New York City scales back affordable housing projects.

New York City’s “City of Yes” project, which aims to provide a large amount of affordable housing by relaxing zoning regulations, passed a New York City Council subcommittee on the 21st with reduced content than originally planned.

The New York City Council’s Zoning and Franchising Committee and Land Use Committee voted today to reduce the project’s original goal of providing 108,000 affordable housing units over the next 15 years by 26%, to 80,000 units.

By excluding areas targeted for the supply of basements, attics, converted garage accessory dwelling units (ADUs), or so-called “backyard homes,” flood-prone areas, landmark areas, and the outskirts of the city such as Queens and Brooklyn, concerns of residents of Bayside, Queens who had opposed the implementation of the “City of Yes” have disappeared.

Last September, Bayside residents and politicians rallied at the LIRR Bayside station, demanding the plan be scrapped, arguing that “if the City of Yes is implemented, Bayside population density will double, creating severe parking problems and devastating impacts to residents’ lives.”

The City of Yes project would have allowed commercial buildings built before 1965 to be converted to residential use, or existing residential buildings to be converted into multi-family housing through additions.

Accordingly, in the target area, multi-family housing or apartment buildings of three to five stories in height would be built on street corners near major transit facilities (such as the LIRR train station), and 800-square-foot ADUs would be built in the backyards of houses, raising strong concerns about a decline in quality of life due to parking problems and other factors caused by the population increase.

Mayor Eric Adams said on the day, “This is a historic moment, as New York City can begin to supply affordable housing in certain areas that have not been touched since the 1960s,” and “If 80,000 affordable housing units are supplied over the next 15 years, it will surpass the total number of affordable housing units supplied through zoning adjustments by the Bloomberg and de Blasio administrations.”

Mayor Adams expected that the implementation of the “City of Yes” project would be able to curb the rising rents in New York City. Meanwhile, the “City of Yes” project, which was passed with amendments on the day, will be put to a vote at the City Council plenary session on the 5th of next month.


What this task involves »
Restate all entries word for word, minus pictures.

● ● ● ● ● ● ●

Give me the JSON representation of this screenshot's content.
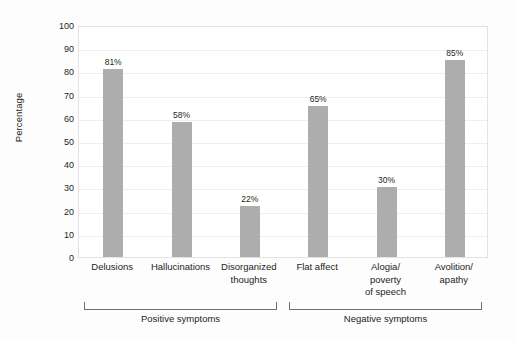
{
  "chart_data": {
    "type": "bar",
    "title": "",
    "xlabel": "",
    "ylabel": "Percentage",
    "ylim": [
      0,
      100
    ],
    "ytick_step": 10,
    "grid": true,
    "legend": "none",
    "bar_color": "#adadad",
    "categories": [
      "Delusions",
      "Hallucinations",
      "Disorganized thoughts",
      "Flat affect",
      "Alogia/ poverty of speech",
      "Avolition/ apathy"
    ],
    "values": [
      81,
      58,
      22,
      65,
      30,
      85
    ],
    "value_labels": [
      "81%",
      "58%",
      "22%",
      "65%",
      "30%",
      "85%"
    ],
    "ytick_labels": [
      "100",
      "90",
      "80",
      "70",
      "60",
      "50",
      "40",
      "30",
      "20",
      "10",
      "0"
    ],
    "groups": [
      {
        "label": "Positive symptoms",
        "members": [
          "Delusions",
          "Hallucinations",
          "Disorganized thoughts"
        ]
      },
      {
        "label": "Negative symptoms",
        "members": [
          "Flat affect",
          "Alogia/ poverty of speech",
          "Avolition/ apathy"
        ]
      }
    ]
  },
  "axis": {
    "y_title": "Percentage",
    "ticks": [
      {
        "label": "100",
        "value": 100
      },
      {
        "label": "90",
        "value": 90
      },
      {
        "label": "80",
        "value": 80
      },
      {
        "label": "70",
        "value": 70
      },
      {
        "label": "60",
        "value": 60
      },
      {
        "label": "50",
        "value": 50
      },
      {
        "label": "40",
        "value": 40
      },
      {
        "label": "30",
        "value": 30
      },
      {
        "label": "20",
        "value": 20
      },
      {
        "label": "10",
        "value": 10
      },
      {
        "label": "0",
        "value": 0
      }
    ]
  },
  "bars": [
    {
      "name": "delusions",
      "label_line1": "Delusions",
      "label_line2": "",
      "label_line3": "",
      "value": 81,
      "value_label": "81%"
    },
    {
      "name": "hallucinations",
      "label_line1": "Hallucinations",
      "label_line2": "",
      "label_line3": "",
      "value": 58,
      "value_label": "58%"
    },
    {
      "name": "disorganized-thoughts",
      "label_line1": "Disorganized",
      "label_line2": "thoughts",
      "label_line3": "",
      "value": 22,
      "value_label": "22%"
    },
    {
      "name": "flat-affect",
      "label_line1": "Flat affect",
      "label_line2": "",
      "label_line3": "",
      "value": 65,
      "value_label": "65%"
    },
    {
      "name": "alogia",
      "label_line1": "Alogia/",
      "label_line2": "poverty",
      "label_line3": "of speech",
      "value": 30,
      "value_label": "30%"
    },
    {
      "name": "avolition",
      "label_line1": "Avolition/",
      "label_line2": "apathy",
      "label_line3": "",
      "value": 85,
      "value_label": "85%"
    }
  ],
  "groups": [
    {
      "name": "positive-symptoms",
      "label": "Positive symptoms"
    },
    {
      "name": "negative-symptoms",
      "label": "Negative symptoms"
    }
  ]
}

● ● ● ● ● ● ●

Task output »
Give me the JSON representation of this screenshot's content.
{
  "chart_data": {
    "type": "bar",
    "title": "",
    "xlabel": "",
    "ylabel": "Percentage",
    "ylim": [
      0,
      100
    ],
    "ytick_step": 10,
    "grid": true,
    "legend": "none",
    "bar_color": "#adadad",
    "categories": [
      "Delusions",
      "Hallucinations",
      "Disorganized thoughts",
      "Flat affect",
      "Alogia/ poverty of speech",
      "Avolition/ apathy"
    ],
    "values": [
      81,
      58,
      22,
      65,
      30,
      85
    ],
    "value_labels": [
      "81%",
      "58%",
      "22%",
      "65%",
      "30%",
      "85%"
    ],
    "ytick_labels": [
      "100",
      "90",
      "80",
      "70",
      "60",
      "50",
      "40",
      "30",
      "20",
      "10",
      "0"
    ],
    "groups": [
      {
        "label": "Positive symptoms",
        "members": [
          "Delusions",
          "Hallucinations",
          "Disorganized thoughts"
        ]
      },
      {
        "label": "Negative symptoms",
        "members": [
          "Flat affect",
          "Alogia/ poverty of speech",
          "Avolition/ apathy"
        ]
      }
    ]
  },
  "axis": {
    "y_title": "Percentage",
    "ticks": [
      {
        "label": "100",
        "value": 100
      },
      {
        "label": "90",
        "value": 90
      },
      {
        "label": "80",
        "value": 80
      },
      {
        "label": "70",
        "value": 70
      },
      {
        "label": "60",
        "value": 60
      },
      {
        "label": "50",
        "value": 50
      },
      {
        "label": "40",
        "value": 40
      },
      {
        "label": "30",
        "value": 30
      },
      {
        "label": "20",
        "value": 20
      },
      {
        "label": "10",
        "value": 10
      },
      {
        "label": "0",
        "value": 0
      }
    ]
  },
  "bars": [
    {
      "name": "delusions",
      "label_line1": "Delusions",
      "label_line2": "",
      "label_line3": "",
      "value": 81,
      "value_label": "81%"
    },
    {
      "name": "hallucinations",
      "label_line1": "Hallucinations",
      "label_line2": "",
      "label_line3": "",
      "value": 58,
      "value_label": "58%"
    },
    {
      "name": "disorganized-thoughts",
      "label_line1": "Disorganized",
      "label_line2": "thoughts",
      "label_line3": "",
      "value": 22,
      "value_label": "22%"
    },
    {
      "name": "flat-affect",
      "label_line1": "Flat affect",
      "label_line2": "",
      "label_line3": "",
      "value": 65,
      "value_label": "65%"
    },
    {
      "name": "alogia",
      "label_line1": "Alogia/",
      "label_line2": "poverty",
      "label_line3": "of speech",
      "value": 30,
      "value_label": "30%"
    },
    {
      "name": "avolition",
      "label_line1": "Avolition/",
      "label_line2": "apathy",
      "label_line3": "",
      "value": 85,
      "value_label": "85%"
    }
  ],
  "groups": [
    {
      "name": "positive-symptoms",
      "label": "Positive symptoms"
    },
    {
      "name": "negative-symptoms",
      "label": "Negative symptoms"
    }
  ]
}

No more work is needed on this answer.